Outside the booth, I met a woman wearing a black mask. “We’re not going to die of nuclear war, we’re going to die of viruses,” she warned after telling me that she switched through a few airplanes on her way from Europe to the fair. Her voice was muffled by the mask, and I found myself leaning uncomfortably close to her to catch what she was saying.

Fairgoer with works from Karenina Fabrizzi’s THE BODY AS CONTAINER (2020) series (photo by Hakim Bishara for Hyperallergic)
Closeup of Egon Schiele, “Portrait Study: Frau Edit Schiele” (1918) (photo by Hakim Bishara for Hyperallergic)

At another booth, I met Mike Ohio, an artist who’s not showing at the fair but who insisted on drawing a portrait of me on a matchbook (he was kind with his depiction). “Here you go, art on paper,” he said.

Nearby, at Black Diamonds gallery, part of the art was displayed in a surprise speakeasy (dim lights, vintage armchairs, red-painted walls), hidden behind the booth. “We’re in the art world, why are we not having more fun with this?” the gallery’s owner, Lynzy Blair, asked rhetorically.

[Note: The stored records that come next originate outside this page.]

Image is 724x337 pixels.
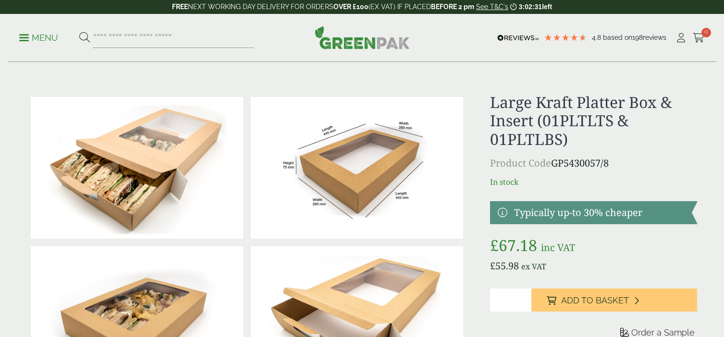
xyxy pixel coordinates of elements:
[315,26,410,49] img: GreenPak Supplies
[603,34,632,41] span: Based on
[490,176,697,188] p: In stock
[31,97,243,239] img: Large Platter Sandwiches Open
[490,156,697,171] p: GP5430057/8
[693,31,705,45] a: 0
[632,34,643,41] span: 198
[519,3,542,11] span: 3:02:31
[643,34,666,41] span: reviews
[476,3,508,11] a: See T&C's
[172,3,188,11] strong: FREE
[544,33,587,42] div: 4.79 Stars
[675,33,687,43] i: My Account
[561,295,629,306] span: Add to Basket
[592,34,603,41] span: 4.8
[521,261,546,272] span: ex VAT
[19,32,58,44] p: Menu
[251,97,463,239] img: Platter_large
[490,157,551,170] span: Product Code
[541,241,575,254] span: inc VAT
[19,32,58,42] a: Menu
[542,3,552,11] span: left
[490,259,519,272] bdi: 55.98
[490,259,495,272] span: £
[693,33,705,43] i: Cart
[333,3,368,11] strong: OVER £100
[431,3,474,11] strong: BEFORE 2 pm
[490,93,697,148] h1: Large Kraft Platter Box & Insert (01PLTLTS & 01PLTLBS)
[497,35,539,41] img: REVIEWS.io
[531,289,697,312] button: Add to Basket
[490,235,537,256] bdi: 67.18
[701,28,711,37] span: 0
[490,235,499,256] span: £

I nodded in agreement with a new Negroni in my hand. —Hakim Bishara 

Artist Mike Ohio holding a portrait he drew of the author (photo by Hakim Bishara for Hyperallergic)

Volta continues at 639 West 46th Street (Midtown, Manhattan) through Sunday, March 8. 

Independent continues at 50 Varick Street (Lower East Side, Manhattan) through Sunday, March 8. 

Art on Paper continues at Pier 36 (299 South St, Manhattan) through Sunday, March 8. 

Listen beautiful relax classics on our Youtube channel.